Jobs are linked to education levels, and little has changed since 2009. Those with not even a matric (a school-leaving certificate) are most likely to remain unemployed—consistently at 57 percent in the five-year period under review—while those with matric recorded unchanged unemployment levels of 38 percent.

This dropped to 1 percent among graduates in the period from 2009 to 2014, while those with other tertiary education other than university degrees dropped to 4 percent in 2014, slightly down from 5 percent in 2009.

The government touts an increase of numbers not only in higher education—about 800,000 students wrote the 2015 exam, although education experts and activists have for years cautioned that only half of those who start in Grade 1 complete Grade 12—and as a percentage in various public work programs.

“But the devil lies in the detail of proportionality,” a report in the local Daily Maverick news service said.

“The numbers may well be up, but the proportion in relation to the country’s youth cohort remains the same. Thus there has been no real, systemic change.”

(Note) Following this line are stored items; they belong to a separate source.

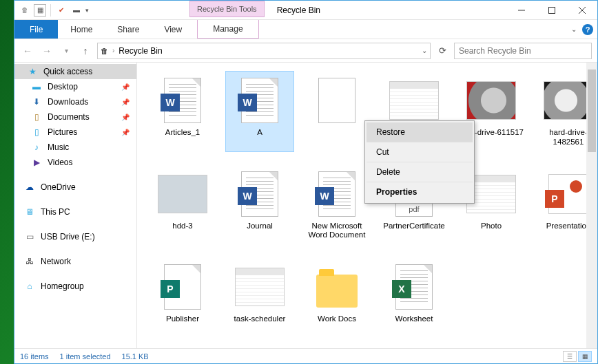 The width and height of the screenshot is (598, 364). Describe the element at coordinates (81, 29) in the screenshot. I see `tab-home: Home` at that location.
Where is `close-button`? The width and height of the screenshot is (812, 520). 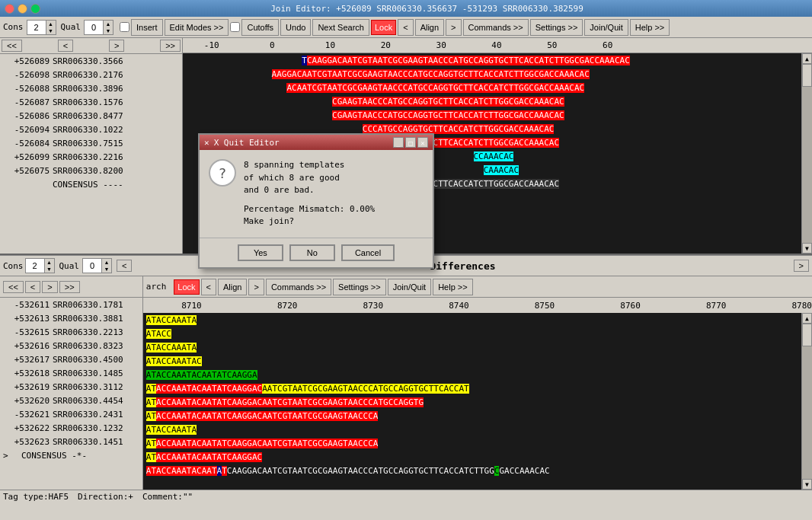 close-button is located at coordinates (9, 9).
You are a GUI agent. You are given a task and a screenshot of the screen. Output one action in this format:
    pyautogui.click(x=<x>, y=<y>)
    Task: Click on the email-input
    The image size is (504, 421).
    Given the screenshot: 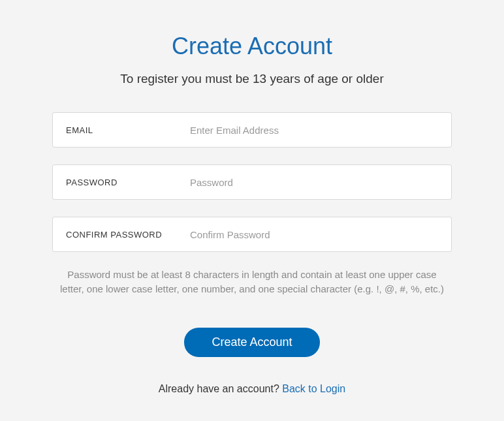 What is the action you would take?
    pyautogui.click(x=314, y=131)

“Education is the solution to the problem. We are not increasing the proportion of people in education,” said Lehohla.

Describing this situation as “a cocktail of disaster” he pointed out that South Africa’s “youth bulge” is not translating into a gain of social and human capital. “It suggests a very difficult future,” he said.

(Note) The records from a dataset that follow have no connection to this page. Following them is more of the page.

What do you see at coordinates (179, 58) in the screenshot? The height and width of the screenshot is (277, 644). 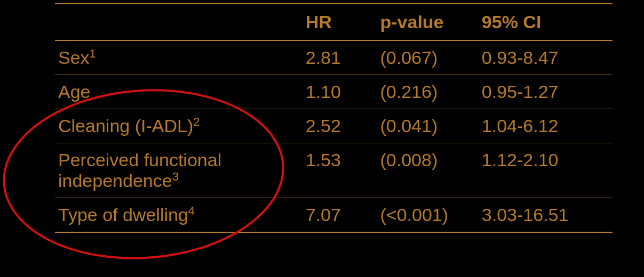 I see `row-label: Sex1` at bounding box center [179, 58].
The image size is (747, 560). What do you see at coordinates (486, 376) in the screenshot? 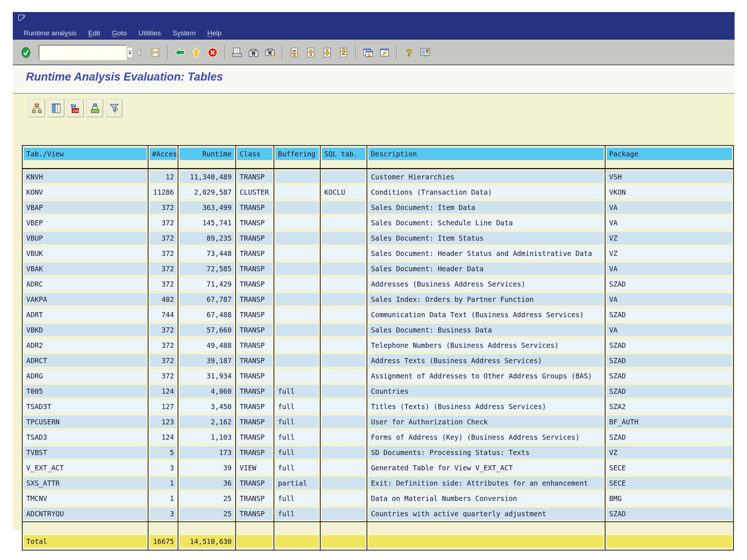
I see `cell-desc: Assignment of Addresses to Other Address…` at bounding box center [486, 376].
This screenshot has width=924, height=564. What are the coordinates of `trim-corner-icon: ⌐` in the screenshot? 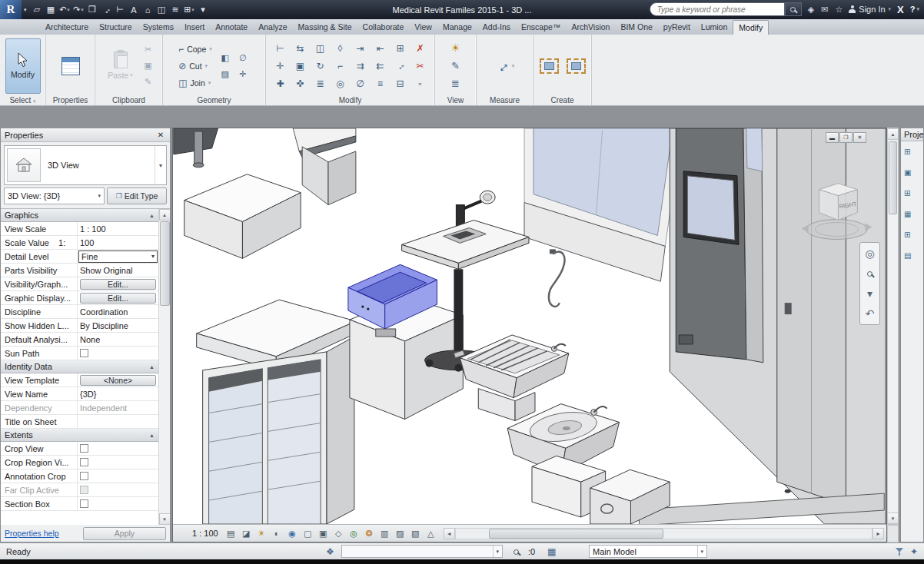 It's located at (341, 66).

Young people aged 15 to 34 continue to make up the bulk of the unemployed: two thirds, or five million, on the strict definition of being able, willing, and actively seeking work, but not having a job.

This rises to 75 percent on the expanded definition, which includes those too discouraged to try to find work alongside those studying or doing unpaid work in the home like caring for the elderly or children.

In the economically active 25 to 34 age group, unemployment has remained almost constant between 2009 and 2014, around 40.4 percent in 2014

Enterpreneurism, often touted as the way to employment, has dropped among youths on average by 2.6 percent but more notably among women—6.2 percent, in the same period.

Other statistics to emerge from the report revealed that:

* The “youth” made up 21.1 percent of all recorded deaths for 2008. The two leading causes of death amongst youth were “certain infectious and parasitic diseases” (e.g. TB, intestinal infectious diseases, HIV, viral diseases) and “external causes of morbidity and mortality” (i.e. unnatural death e.g. car accidents, murder).

* Male “youths” mainly succumbed to “external causes of morbidity and mortality’ in both 2008 (34.7 percent) and 2013 (43.2 percent). The main cause of death for female youth was found to be ‘certain infectious and parasitic disease’—43.8 percent in 2008 and 44.8 percent in 2013.